Every spring the guests enter our classroom looking a little ill at ease, aliens in the world of whiteboards and podiums. Coaxed to sit in the front of the class and to turn their chairs to face our students, they find their voices as, one by one, they begin to tell versions of crime and punishment, stories of the decades they spent behind bars and the months, weeks, sometimes even just days since their release.
They live a few blocks away from the university, in a transitional-housing facility that offers shelter and support to men sentenced to life in prison and recently paroled after serving for years. Once a year a colleague, John Murray, and I invite them to collaborate with students in a service-learning version of a composition course. Despite our proximity, college for these men is unknown territory, just as the worlds they come from and the stories they tell are profoundly unfamiliar to our students. The prison system that shapes so many lives outside the university is mostly invisible within.
By fostering connections with our neighbors beyond these gates, our course is part of a growing movement of service-learning projects, with more and more colleges offering classes that send students out into the community to help those deemed in need: tutoring at local schools, volunteering in homeless shelters. Some scholars have started to question the value of these projects. For the community partners, short-term commitments to schools and shelters are sometimes more trouble than they’re worth, entailing hours of supervision and training with an already stretched staff. For students, going out into the community can enforce existing ideas of meritocracy that explain inequity as natural processes rather than as products of unjust institutions.
Our course takes a different approach. We position students as listeners rather than experts, and community partners as holders of knowledge rather than as objects of charity or study. Such reversals destabilize the assumptions that enable students to view those on the outside as inferior or undeserving. They suggest, too, another path for service learning, one premised on reciprocity and self-reflection, rooted in a commitment to look at the world through the eyes of those disadvantaged by it. If we expand our repertory of service-learning projects to include collaboration as well as the more traditional tutoring and volunteering, what new types of learning might we discover?
For the men of the Francisco Homes, speaking to our students as invited guests contributes to the process of re-entry as they move from prison, which they describe as a punitive form of warehousing, a world where they are defined by the crimes they committed decades ago. As one of the men put it, having an audience of college students listen to his story — about the man he is now rather than the man he was 30 years ago — helps to prove that he has a “worthy heart.”
“Listening humanizes,” one of our students wrote at the end of the semester. For him and for the others, the stories they hear jumble the moral categories used to divide and explain the world. The labels that separate us seem a little flimsier. Jeff, another of the ex-prisoners, said the biggest stereotype people have about ex-cons is the belief that “you’re horrible and I’m good,” instead of the more destabilizing recognition that the line between us isn’t always self-evident or impermeable.
One of the most valuable components of a liberal-arts education is the ability to encounter experiences beyond our own that simultaneously shrink and expand our sense of the world. What better way to see the world through unfamiliar eyes than to see it through those of men who have been absent from it for decades? “We’re aliens to your world,” said one man. For another, during the time he was in prison, “half of the stuff on Star Wars came true.” But these men also notice the cost of modern-day conveniences, how people now stare at their phones instead of talking with one another. With fresh eyes, these ex-prisoners awaken us to the everyday by estranging us from it.
For all the obvious differences between the men in the front of the classroom and our students, the points of connection are what make these discussions so meaningful. Both colleges and prisons are transformative sites. Students and prisoners alike craft stories that knit together who they were before they entered with who they are as they leave. For the ex-lifers, the stories they tell of crime and punishment are ones they’ve fashioned over the long years behind bars, and the accounts took shape within the expectations of the parole boards that determine their fate.
Sometimes those stories have a strange passivity — “I was in a bar, a man was killed” — that calls attention to these moments between life and death, freedom and imprisonment. For our students, these narratives offer the most productive and often the most challenging component of the course. Most of them enter the classroom believing deeply in the American ideology of hard work earning just deserts, which explains the difference between convicts and students as a result of bad choices rather than unequal opportunities and systematic inequality. But within the stories about poverty or access to education or mistreatment of the mentally ill, we can hear a narrative that puts the lie to those beliefs.
Long after the ex-prisoners leave our classroom, their lessons continue. Students come away from these discussions and from the course with a recognition of the limits of their newfound awareness of a world that had been invisible to them — and also with a stronger sense of what they can do to bring about change.
If colleges seek a model of civic engagement that better fulfills the democratic impulses at its core, we need to see beyond the divisions that reside within some service-learning projects. We need a model that allows the awareness that we are all implicated in this world, even as we are positioned differently within it, a model that moves us from a more limited notion of charity to a deeper commitment to justice. As one of the men said to our class, “We all belong to each other.”
Stephanie Bower is an associate professor of writing at the University of Southern California.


◆ **What is needed**:
Pick out every line of the entries below where "name" occurs, and copy those lines.

• • • • •

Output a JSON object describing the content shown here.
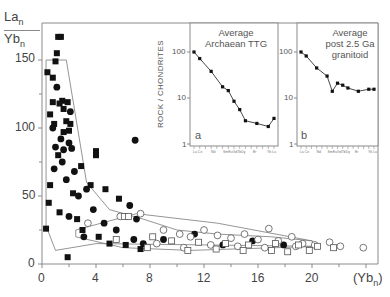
{
  "chart_data": [
    {
      "type": "scatter",
      "title": "",
      "ylabel": "La_n / Yb_n",
      "xlabel": "(Yb_n)",
      "xlim": [
        0,
        24
      ],
      "ylim": [
        0,
        160
      ],
      "x_ticks": [
        "0",
        "4",
        "8",
        "12",
        "16",
        "20"
      ],
      "y_ticks": [
        "0",
        "50",
        "100",
        "150"
      ],
      "grid": false,
      "legend": null,
      "series": [
        {
          "name": "Archaean TTG (filled squares)",
          "marker": "filled-square",
          "points": [
            [
              1.2,
              167
            ],
            [
              1.4,
              167
            ],
            [
              1.1,
              155
            ],
            [
              1.0,
              149
            ],
            [
              0.4,
              141
            ],
            [
              0.8,
              137
            ],
            [
              1.5,
              120
            ],
            [
              1.9,
              119
            ],
            [
              0.8,
              119
            ],
            [
              1.3,
              118
            ],
            [
              1.6,
              114
            ],
            [
              1.8,
              105
            ],
            [
              2.1,
              103
            ],
            [
              0.6,
              110
            ],
            [
              0.9,
              103
            ],
            [
              2.0,
              98
            ],
            [
              1.6,
              97
            ],
            [
              4.0,
              83
            ],
            [
              4.0,
              80
            ],
            [
              1.2,
              80
            ],
            [
              2.9,
              72
            ],
            [
              0.6,
              58
            ],
            [
              3.6,
              58
            ],
            [
              4.7,
              55
            ],
            [
              2.3,
              52
            ],
            [
              5.7,
              48
            ],
            [
              0.5,
              45
            ],
            [
              1.3,
              38
            ],
            [
              2.6,
              33
            ],
            [
              0.3,
              26
            ],
            [
              1.9,
              5
            ],
            [
              3.0,
              25
            ],
            [
              4.2,
              20
            ],
            [
              5.0,
              15
            ],
            [
              6.2,
              14
            ],
            [
              7.3,
              11
            ]
          ]
        },
        {
          "name": "Archaean TTG (filled circles)",
          "marker": "filled-circle",
          "points": [
            [
              1.1,
              130
            ],
            [
              2.1,
              112
            ],
            [
              0.8,
              100
            ],
            [
              1.4,
              92
            ],
            [
              2.0,
              89
            ],
            [
              1.0,
              86
            ],
            [
              1.6,
              84
            ],
            [
              6.9,
              91
            ],
            [
              2.2,
              85
            ],
            [
              1.5,
              75
            ],
            [
              0.9,
              70
            ],
            [
              2.4,
              68
            ],
            [
              1.8,
              62
            ],
            [
              3.3,
              55
            ],
            [
              2.7,
              50
            ],
            [
              6.5,
              43
            ],
            [
              3.8,
              40
            ],
            [
              7.0,
              33
            ],
            [
              2.0,
              35
            ],
            [
              4.6,
              30
            ],
            [
              5.5,
              25
            ],
            [
              3.1,
              20
            ],
            [
              6.8,
              18
            ],
            [
              7.5,
              15
            ],
            [
              9.0,
              18
            ],
            [
              11.3,
              22
            ],
            [
              13.4,
              14
            ],
            [
              15.6,
              17
            ],
            [
              17.9,
              14
            ]
          ]
        },
        {
          "name": "post-Archaean granitoids (open circles)",
          "marker": "open-circle",
          "points": [
            [
              7.3,
              37
            ],
            [
              3.4,
              30
            ],
            [
              5.8,
              35
            ],
            [
              9.0,
              25
            ],
            [
              10.2,
              22
            ],
            [
              11.0,
              20
            ],
            [
              12.0,
              25
            ],
            [
              13.0,
              21
            ],
            [
              14.0,
              19
            ],
            [
              15.0,
              22
            ],
            [
              16.0,
              18
            ],
            [
              16.8,
              26
            ],
            [
              17.5,
              17
            ],
            [
              18.5,
              20
            ],
            [
              19.3,
              15
            ],
            [
              20.2,
              14
            ],
            [
              21.3,
              16
            ],
            [
              22.1,
              13
            ],
            [
              23.8,
              12
            ],
            [
              8.5,
              15
            ],
            [
              10.5,
              12
            ],
            [
              12.5,
              14
            ],
            [
              14.5,
              13
            ],
            [
              16.5,
              12
            ],
            [
              18.8,
              13
            ]
          ]
        },
        {
          "name": "post-Archaean granitoids (open squares)",
          "marker": "open-square",
          "points": [
            [
              6.1,
              35
            ],
            [
              6.4,
              35
            ],
            [
              8.2,
              20
            ],
            [
              9.6,
              17
            ],
            [
              11.6,
              16
            ],
            [
              13.6,
              15
            ],
            [
              15.3,
              14
            ],
            [
              17.3,
              15
            ],
            [
              19.0,
              14
            ],
            [
              20.4,
              13
            ],
            [
              21.6,
              12
            ],
            [
              5.5,
              18
            ],
            [
              7.8,
              12
            ],
            [
              10.8,
              10
            ],
            [
              12.9,
              11
            ],
            [
              14.9,
              10
            ],
            [
              17.0,
              10
            ],
            [
              18.2,
              9
            ],
            [
              19.8,
              10
            ]
          ]
        }
      ],
      "envelopes": [
        {
          "name": "Archaean TTG field",
          "polygon": [
            [
              0.3,
              150
            ],
            [
              1.8,
              150
            ],
            [
              3.3,
              60
            ],
            [
              5.0,
              40
            ],
            [
              7.5,
              33
            ],
            [
              10.0,
              25
            ],
            [
              13.0,
              22
            ],
            [
              17.0,
              20
            ],
            [
              20.0,
              17
            ],
            [
              20.5,
              13
            ],
            [
              4.0,
              15
            ],
            [
              1.0,
              10
            ],
            [
              0.3,
              28
            ]
          ]
        },
        {
          "name": "post-Archaean field",
          "polygon": [
            [
              2.5,
              25
            ],
            [
              7.0,
              37
            ],
            [
              13.0,
              30
            ],
            [
              20.0,
              17
            ],
            [
              20.5,
              13
            ],
            [
              11.0,
              10
            ],
            [
              6.0,
              12
            ],
            [
              2.5,
              20
            ]
          ]
        }
      ]
    },
    {
      "type": "line",
      "panel": "a",
      "title": "Average Archaean TTG",
      "ylabel": "ROCK / CHONDRITES",
      "yscale": "log",
      "ylim": [
        1,
        300
      ],
      "y_ticks": [
        "1",
        "10",
        "100"
      ],
      "categories": [
        "La",
        "Ce",
        "Nd",
        "Sm",
        "Eu",
        "Gd",
        "Tb",
        "Dy",
        "Er",
        "Yb",
        "Lu"
      ],
      "values": [
        100,
        72,
        38,
        17.5,
        14.5,
        8.5,
        5.6,
        3.2,
        2.8,
        2.4,
        3.6
      ]
    },
    {
      "type": "line",
      "panel": "b",
      "title": "Average post 2.5 Ga granitoid",
      "ylabel": "ROCK / CHONDRITES",
      "yscale": "log",
      "ylim": [
        1,
        300
      ],
      "y_ticks": [
        "1",
        "10",
        "100"
      ],
      "categories": [
        "La",
        "Ce",
        "Nd",
        "Sm",
        "Eu",
        "Gd",
        "Tb",
        "Dy",
        "Er",
        "Yb",
        "Lu"
      ],
      "values": [
        100,
        82,
        45,
        30,
        14,
        21,
        19,
        16.5,
        14,
        15.5,
        15.5
      ]
    }
  ],
  "main_plot": {
    "y_axis_label_top": "La",
    "y_axis_label_top_sub": "n",
    "y_axis_label_bottom": "Yb",
    "y_axis_label_bottom_sub": "n",
    "x_axis_label": "(Yb",
    "x_axis_label_sub": "n",
    "x_axis_label_close": ")",
    "x_ticks": [
      "0",
      "4",
      "8",
      "12",
      "16",
      "20"
    ],
    "y_ticks": [
      "0",
      "50",
      "100",
      "150"
    ]
  },
  "inset_a": {
    "title_line1": "Average",
    "title_line2": "Archaean TTG",
    "panel_letter": "a",
    "y_label": "ROCK / CHONDRITES",
    "y_ticks": [
      "100",
      "10",
      "1"
    ],
    "ree_labels": [
      "La Ce",
      "Nd",
      "SmEuGdTbDy",
      "Er",
      "Yb Lu"
    ]
  },
  "inset_b": {
    "title_line1": "Average",
    "title_line2": "post 2.5 Ga",
    "title_line3": "granitoid",
    "panel_letter": "b",
    "y_ticks": [
      "100",
      "10",
      "1"
    ],
    "ree_labels": [
      "La Ce",
      "Nd",
      "SmEuGdTbDy",
      "Er",
      "Yb Lu"
    ]
  },
  "colors": {
    "axis": "#8a8a8a",
    "marker_fill": "#111111",
    "open_marker_stroke": "#555555",
    "envelope": "#777777",
    "text": "#444444"
  }
}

• • • • •

◆ **Answer to this exercise**:
          "name": "Archaean TTG (filled squares)",
          "name": "Archaean TTG (filled circles)",
          "name": "post-Archaean granitoids (open circles)",
          "name": "post-Archaean granitoids (open squares)",
          "name": "Archaean TTG field",
          "name": "post-Archaean field",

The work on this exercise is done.